If you're a writer and you're not crazy . . . just wait . . . it's only a matter of time.
First of all, it's not quite normal to lock yourself up in a room with a computer to play with imaginary people all day.
And, then, when you finally finish a manuscript, what do you do? You mail bits and pieces of it off to strangers. How weird is that?
Every afternoon at 1:45, I used to drift down toward my mailbox. Oh, I pretended to be pulling the stray weed or pinching the extraneous buds off my rose bushes, but what I was really doing was waiting for the mailman with his daily stack of rejection letters.
In fact, the first time I got a request for a partial, I didn't open it for more than 24 hours. I'd opened two other rejections and just wasn't in the mood for a third. When I did open the letter the following day, I glanced at it and did a double take.
And then, of course, after you sign with an agent, there's this period during which you're trying to be so cool. You drop an email or call just to chat . . . hoping there'll be some news.
Finally the day comes when you have a contract with a publisher. Now you begin working with an editor. And mostly it's wonderful. Really, really wonderful. Except for the couple of days when it's not. And you're trying to be a good, cooperative author but . . . you really did like the old title and . . . what's wrong with the protagonist's occupation anyway?
At any rate, this Mitchell and Webb video made me laugh out loud. Thanks to Kristin Nelson of Pub Rants for showcasing it on her website here.
I hope you'll find it as funny as I did.
And I really do love both my agent and editor. I don't know what I'd do without them.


YOUR TASK
From the entries provided below, copy each line that contains the word "Image".

DATASET
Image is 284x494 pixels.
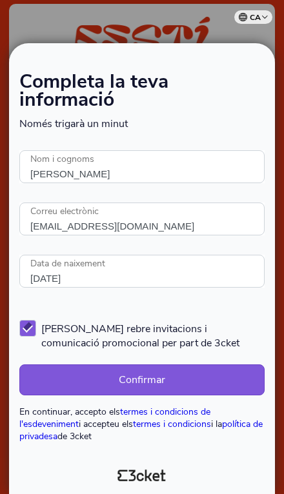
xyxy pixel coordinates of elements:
p: Només trigarà un minut [19,117,265,131]
label: Nom i cognoms [19,150,105,169]
a: política de privadesa [19,418,263,443]
span: [PERSON_NAME] rebre invitacions i comunicació promocional per part de 3cket [41,320,265,350]
input: Data de naixement [19,255,265,288]
a: termes i condicions [133,418,211,430]
button: Confirmar [19,365,265,396]
a: termes i condicions de l'esdeveniment [19,406,210,430]
h1: Completa la teva informació [19,73,265,117]
input: Nom i cognoms [19,150,265,183]
p: En continuar, accepto els i accepteu els i la de 3cket [19,406,265,443]
label: Correu electrònic [19,203,110,221]
input: Correu electrònic [19,203,265,236]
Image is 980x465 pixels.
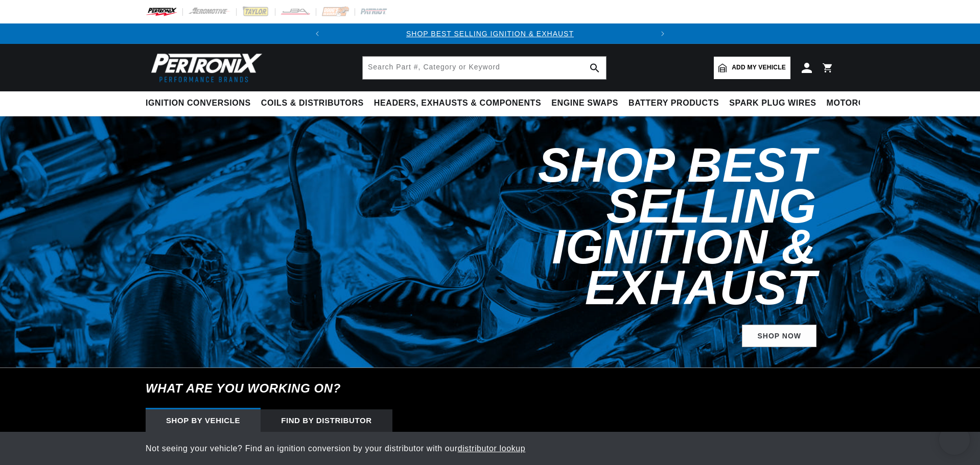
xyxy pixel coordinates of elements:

EXERCISE ANSWER
Image is 284x494 pixels.
Image is 980x465 pixels.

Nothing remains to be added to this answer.